06-04-2015 01:12 PM - edited 06-04-2015 01:15 PM
I am using the NI Example "Grab and Attributes Setup.vi" with a XIMEA USB3 camera running at 60 fps, on Windows 7 (i5-4310M, 2.7GHz, 8 GB)
"Description: The Grab and Attributes Setup example VI allows the user to view the current attributes and settings, update attribute settings, acquire images continuously, and display the images in an image control."
I made a few modifications. I have two image display windows instead of one. In the "<Session Out>: Frame Done" event, when "ActualBufferNumber" is even, the image is displayed on my left image frame and when odd, it appears on the right. My scene is changing at 60 fps synchronized to a hardware output signal from the camera ("exposure-start"), so the even and odd frame images are significantly different and it is easy to tell them apart.
Mostly, it works as expected. However, at random times, usually several minutes apart, the acquisition process apparently skips a frame such that the left and right images are exchanged. Sometimes it skips a frame, gets one, then immediately skips another frame, so only one output image blinks, and then returns to the original view. I am displaying the IMAQdx "LostPacketCount" and it is always 0. When the program runs, Windows Task Manager shows LabVIEW using between 14 and 17% CPU, and total system CPU is never more than 41%, so it doesn't seem like the CPU is overloaded. Also, the moments of frame drops do not correspond to peak CPU use. I am separately monitoring the camera's 60 Hz frame-sync output signal and it is precisely steady (with ~ 50 nsec jitter on the nominal 16.667 msec period) as you would expect from a hardware trigger, there is no stuttering or gaps there.

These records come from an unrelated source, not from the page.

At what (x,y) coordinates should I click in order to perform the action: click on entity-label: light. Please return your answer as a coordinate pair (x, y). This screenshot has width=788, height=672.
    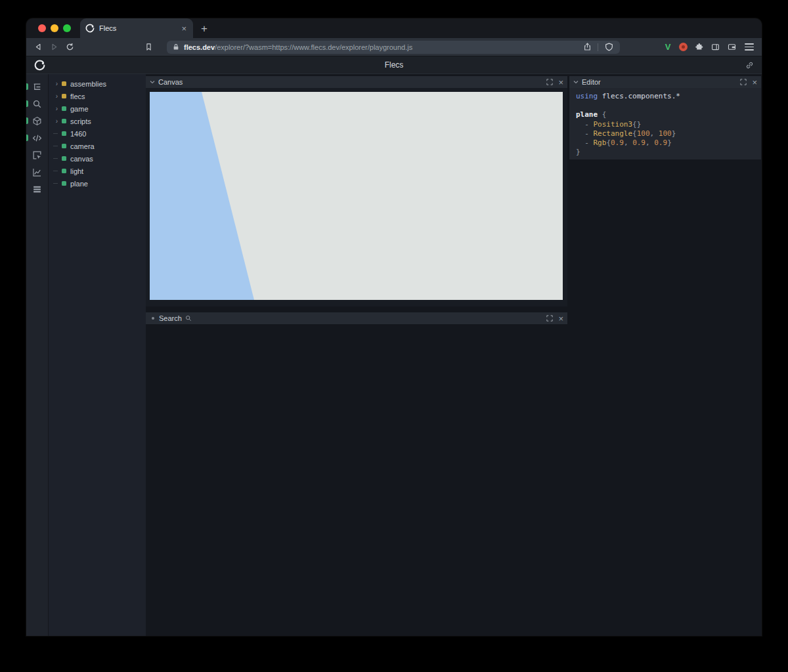
    Looking at the image, I should click on (77, 171).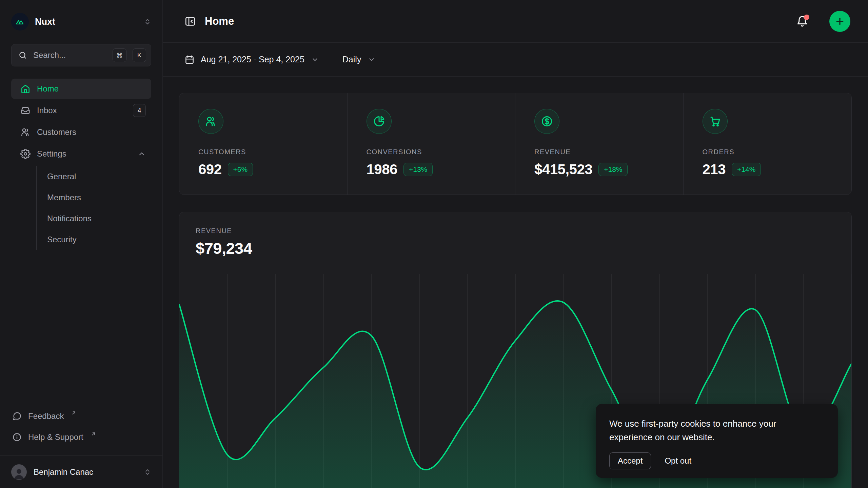 The width and height of the screenshot is (868, 488). Describe the element at coordinates (840, 21) in the screenshot. I see `add-button` at that location.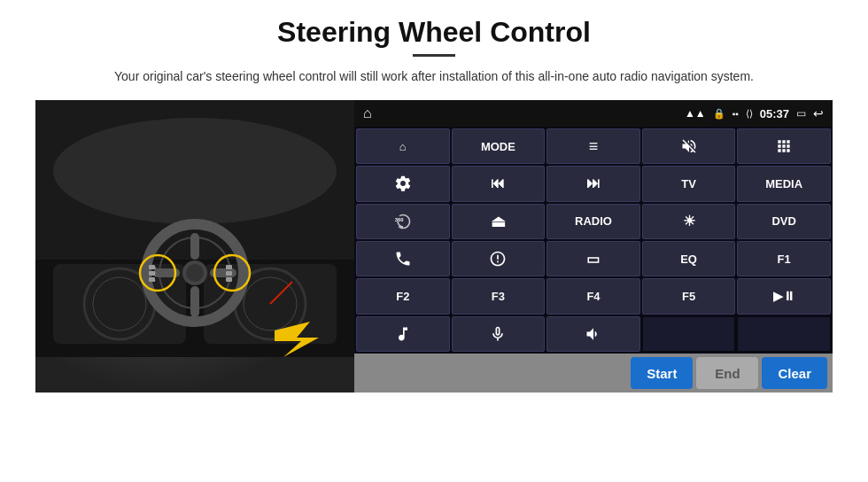  Describe the element at coordinates (593, 259) in the screenshot. I see `screen-icon: ▭` at that location.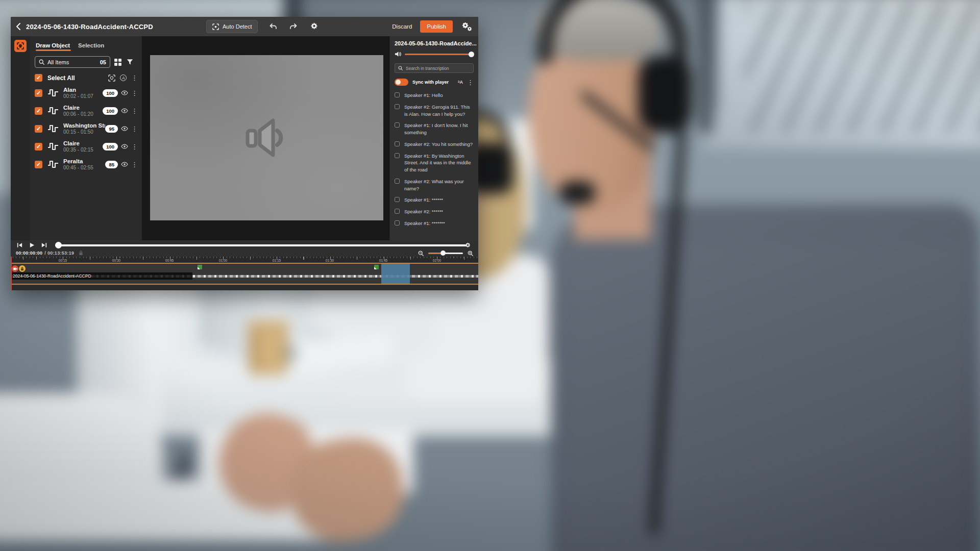 Image resolution: width=980 pixels, height=551 pixels. Describe the element at coordinates (244, 273) in the screenshot. I see `audio-track: 2024-05-06-1430-RoadAccident-ACCPD` at that location.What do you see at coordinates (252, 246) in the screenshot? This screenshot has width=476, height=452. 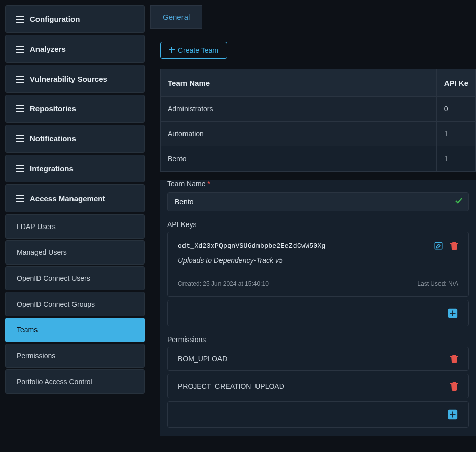 I see `api-key-value: odt_Xd23xPQpqnVSU6dmbpbe2EeZdCwW50Xg` at bounding box center [252, 246].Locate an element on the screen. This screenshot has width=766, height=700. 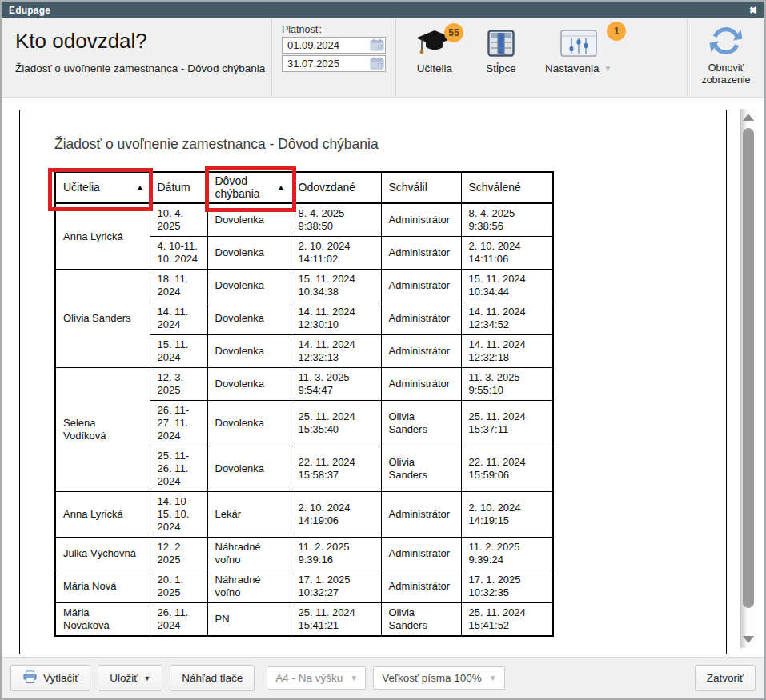
table-cell: 20. 1. 2025 is located at coordinates (178, 587).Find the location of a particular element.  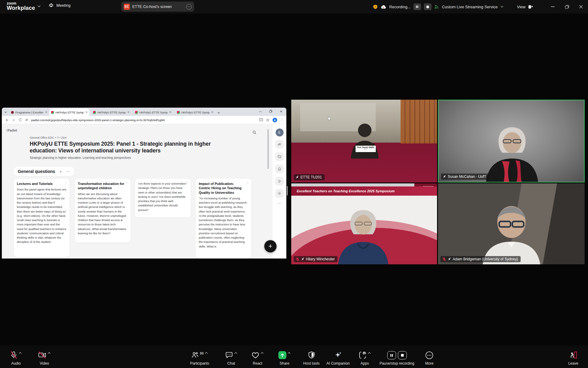

video-tile-susan-mccahan: Susan McCahan - UofT is located at coordinates (511, 141). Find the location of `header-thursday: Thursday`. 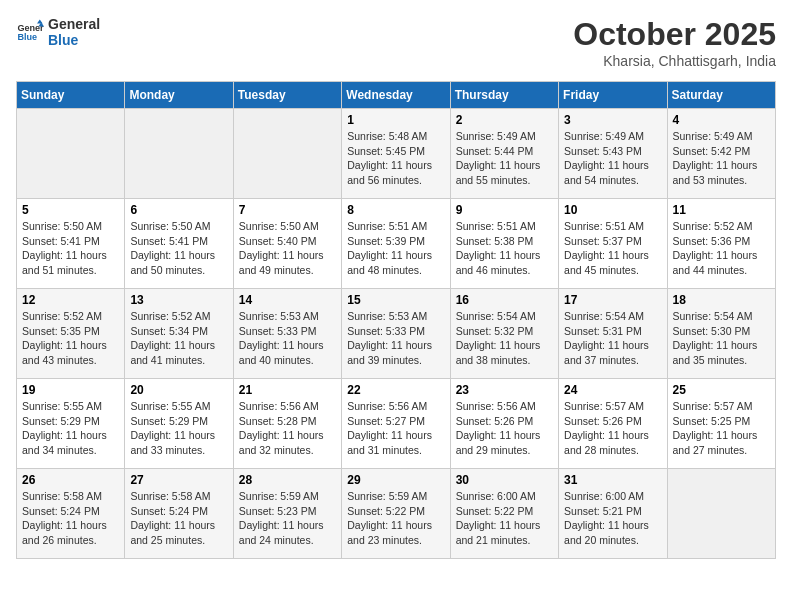

header-thursday: Thursday is located at coordinates (504, 96).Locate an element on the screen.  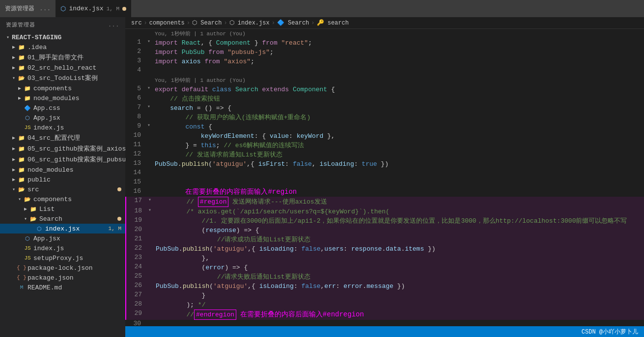
breadcrumb-src: src is located at coordinates (137, 23). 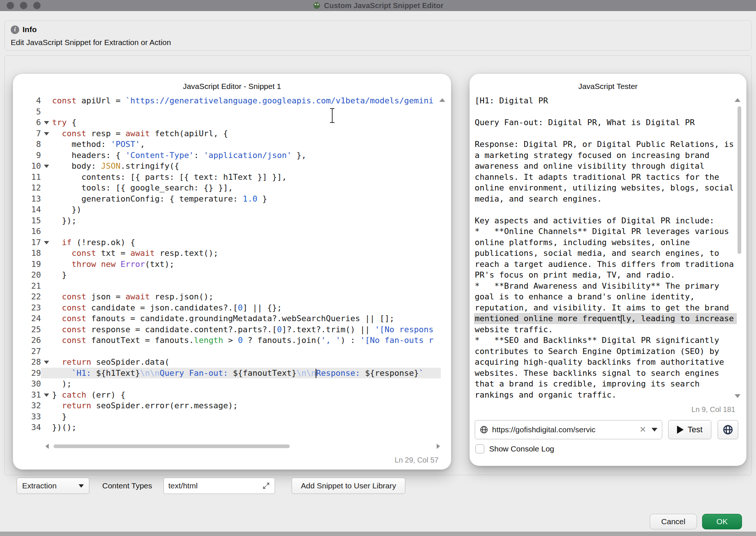 What do you see at coordinates (605, 264) in the screenshot?
I see `output-line: reach a target audience. This differs fr…` at bounding box center [605, 264].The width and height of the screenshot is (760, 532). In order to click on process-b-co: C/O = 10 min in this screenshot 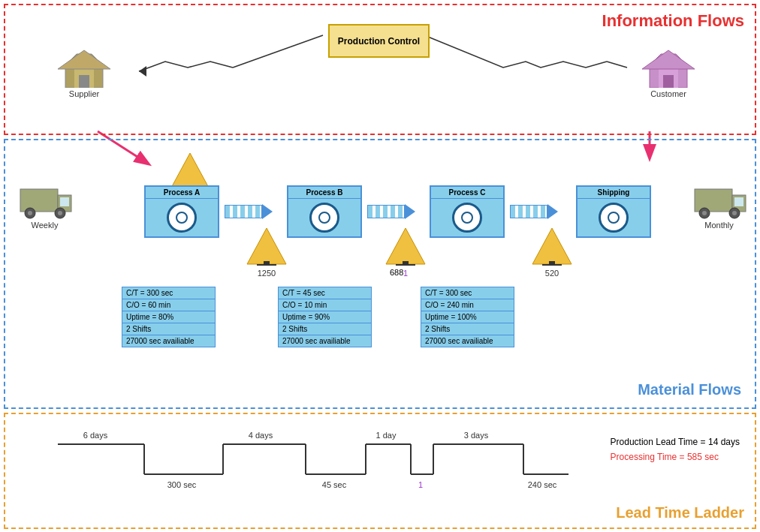, I will do `click(324, 305)`.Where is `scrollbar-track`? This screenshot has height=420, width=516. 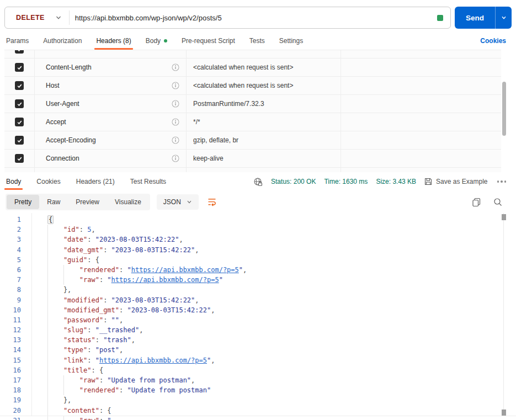 scrollbar-track is located at coordinates (503, 315).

In the input to "Configure Acquisition" I started with 3 buffers, then 6, then 100 but the frequency of frame-drop events does not seem to be sensitive to the number of buffers. Do I have unrealistic expectations of capturing and displaying 60 fps without frame drops? How do I debug this problem?
Solved! Go to Solution.
06-04-2015 01:35 PM - edited 06-04-2015 01:35 PM
Update: I can almost always trigger the problem by switching between mail folders in Microsoft Outlook, while the VI acquisition is running. So it is apparently related to CPU load, even though Windows Task Manager doesn't show any notable spikes.
06-04-2015 03:57 PM
UPDATE: I tried running another example "Grab and Detect Skipped Buffers.vi" which looks at the "Buffer Number Out" signal from "IMAQdx Get Image2.vi" and it does properly detect skipped frames. The "Skipped Buffer Count" output shows that changing between folders in Outlook during 60 fps acquisition typically drops 5 frames.